Comment by groby_b
3 days ago
1) The article's use case is explicitly bootable images.
2) No, most of us don't "hope for the best" with imaging, but would like to actually achieve a reasonable level of confidence. If your approach to data integrity is "you probably won't notice corruption", you don't have an approach to data integrity.
I'm also doing bootable images. But the old way with a r/o initrd, that does then mount the rootfs.
The rootfs can be mkfs and rsynced nicely.
That said, the article is awesome and the idea very clever.
But more to do streaming replication that dd catchup.
initrd with native OverlayFS kernel support is very versatile. ;)
Yet the btrfs, CephFS, or ZFS all have snapshot syncing tricks that make state mirrors far more practical and safe to pull off. =3
Block level copies of boot volumes is high risk, because they are almost exclusively mounted in RW mode via label or guid.
Pretty common problem for someone to do their boot drive, reboot and have it mount their backup.
If you are using iSCSI or anything with multipathing this can happen even without a reboot.
I know that block level copies seem like a good easy solution. But several decades in the storage admin to architect roles during the height of the SAN era showed that it is more problematic than you expected.
To be honest, full block level backup of a boot volume is something you do when the data isn't that critical anyways.
But if you use case requires this and the data is critical, I highly encourage you to dig into how even device files are emitted.
If you are like most people who don't have the pager scars that forced you to dig into udev etc... you probably won't realize what appears to be a concrete implementation detail is really just a facade pattern.
1) The article stated that using bootable images for backup was a preference. That doesn’t invalidate asking whether that’s an ideal preference
2) Arguing that it might be better to avoid such methods because of possible problems with data integrity isn’t a lack of an approach to data integrity.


Copy out every line of the material below, character for character, apart from the pictures.

------------------------------------------------------------

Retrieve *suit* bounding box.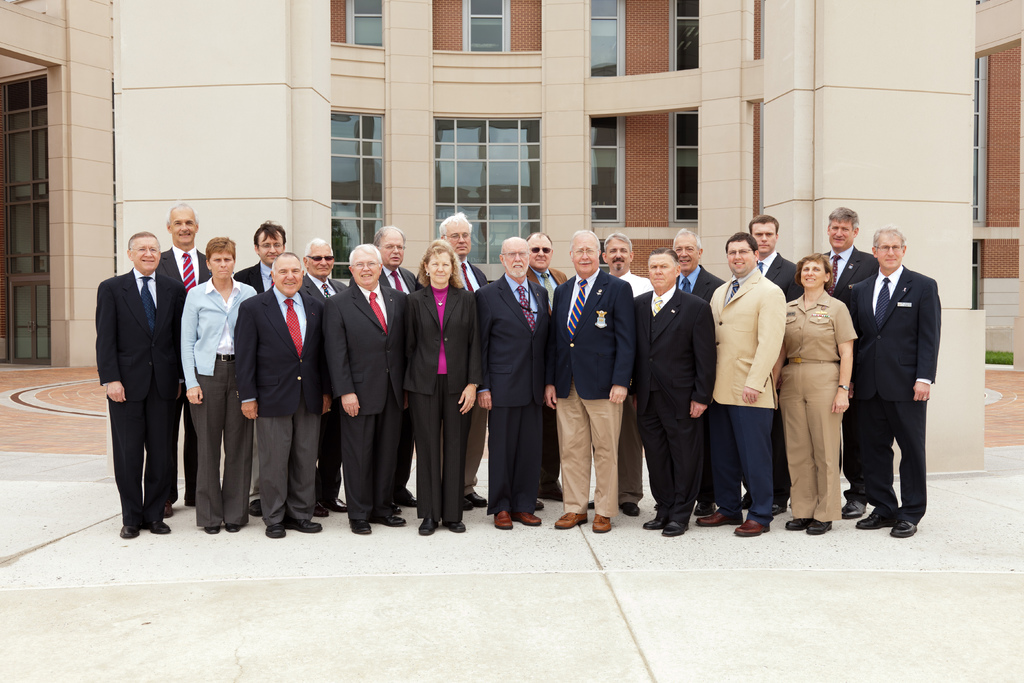
Bounding box: region(405, 283, 475, 523).
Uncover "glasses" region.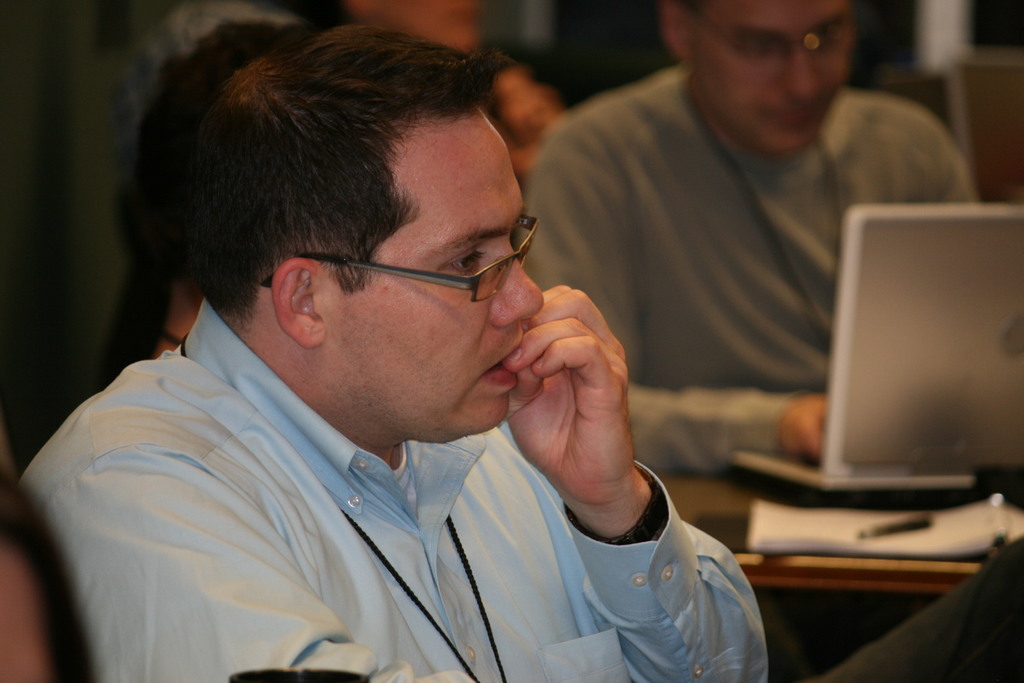
Uncovered: l=257, t=207, r=538, b=307.
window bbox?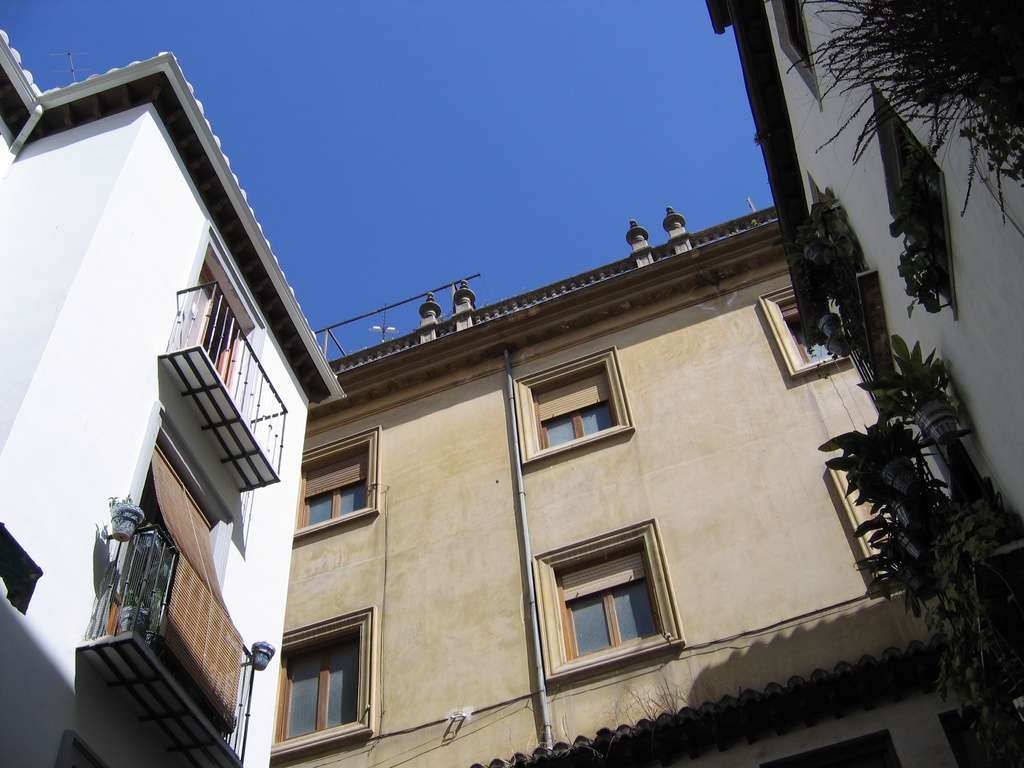
rect(840, 455, 922, 599)
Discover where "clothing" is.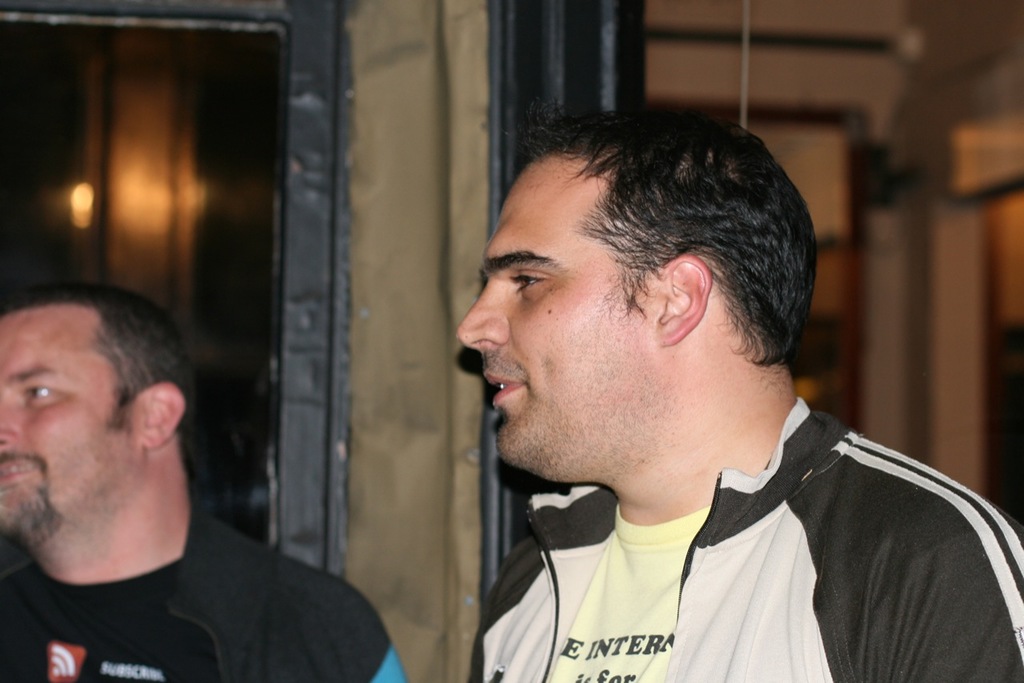
Discovered at <bbox>0, 493, 409, 682</bbox>.
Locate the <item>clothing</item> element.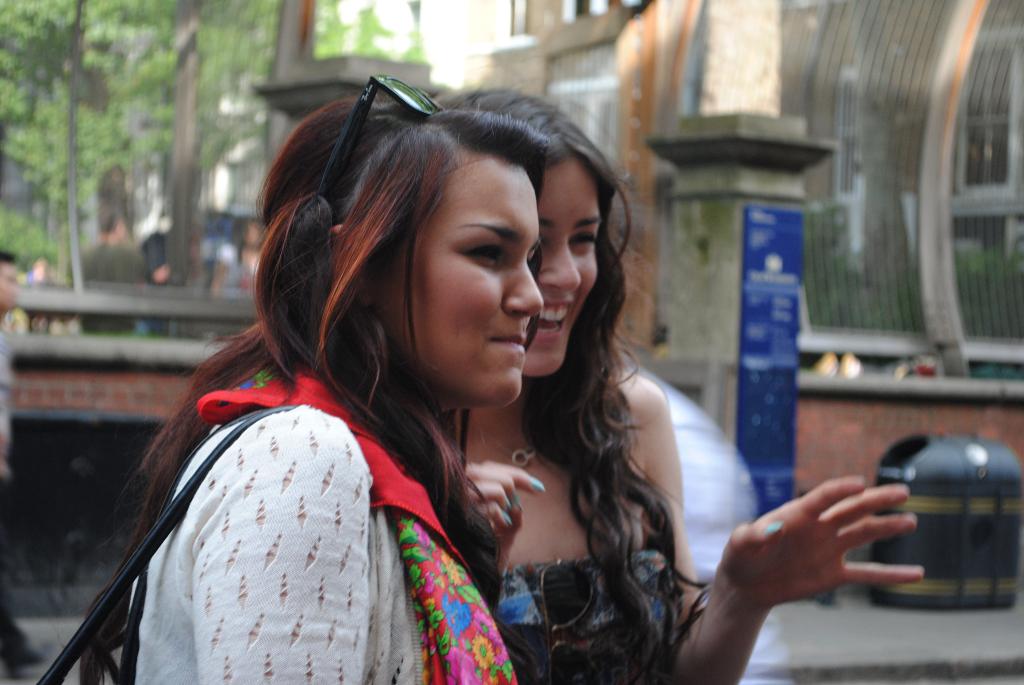
Element bbox: region(477, 539, 666, 684).
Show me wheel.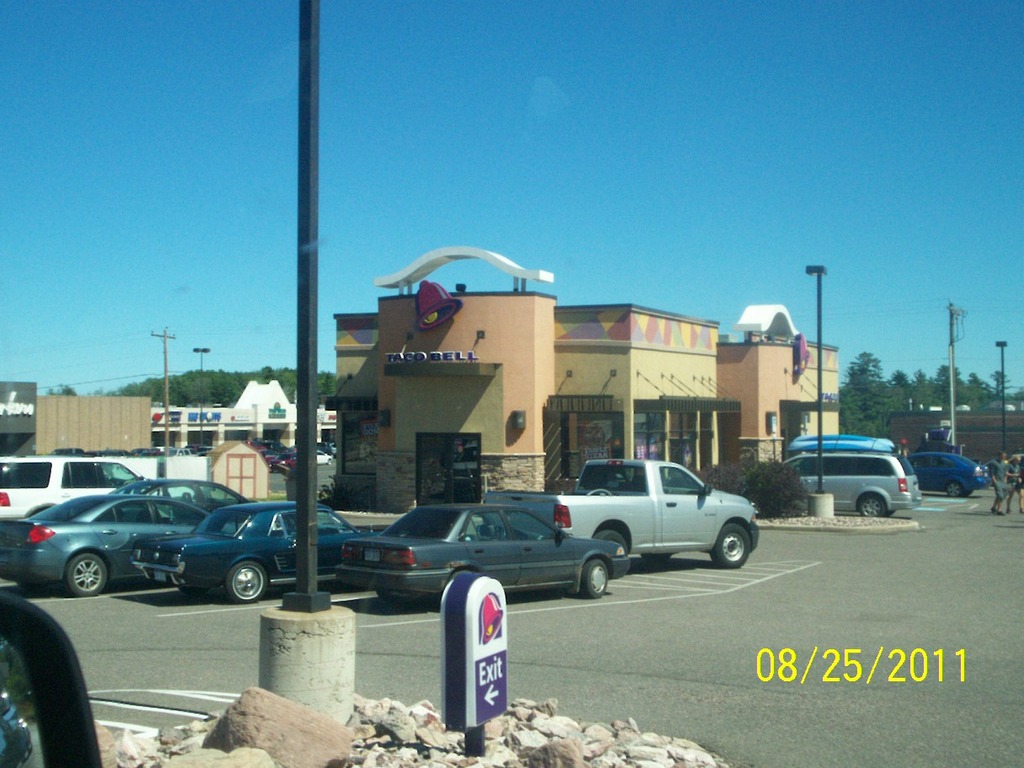
wheel is here: pyautogui.locateOnScreen(948, 480, 963, 502).
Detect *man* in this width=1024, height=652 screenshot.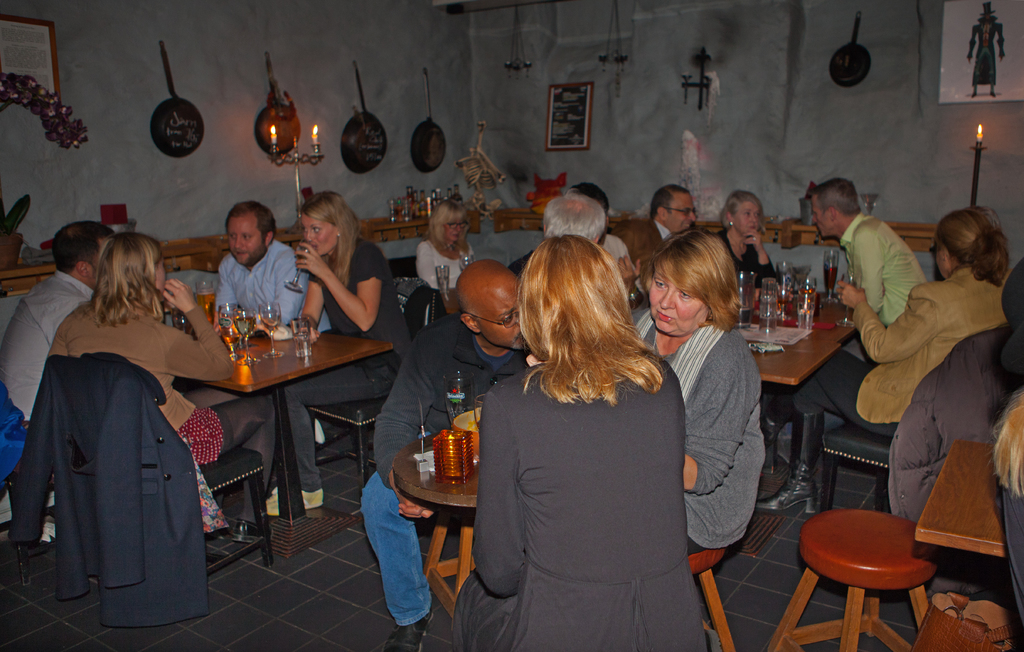
Detection: x1=218 y1=199 x2=333 y2=340.
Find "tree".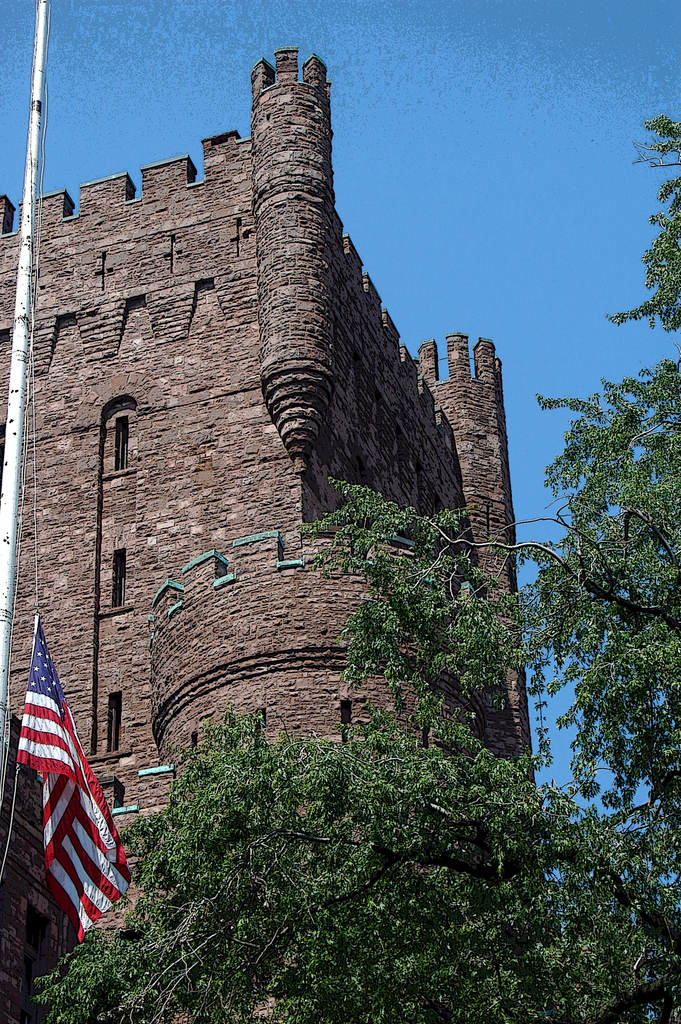
box(44, 109, 680, 1023).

------------------------------------------------------------

_Problem solution_:
Retrieve *suit* bounding box.
Bounding box: region(405, 283, 475, 523).
Uncover "glasses" region.
Uncovered: l=257, t=207, r=538, b=307.
window bbox?
rect(840, 455, 922, 599)
Discover where "clothing" is.
Discovered at <bbox>0, 493, 409, 682</bbox>.
Locate the <item>clothing</item> element.
Element bbox: region(477, 539, 666, 684).
Show me wheel.
wheel is here: pyautogui.locateOnScreen(948, 480, 963, 502).
Detect *man* in this width=1024, height=652 screenshot.
Detection: x1=218 y1=199 x2=333 y2=340.
Find "tree".
box(44, 109, 680, 1023).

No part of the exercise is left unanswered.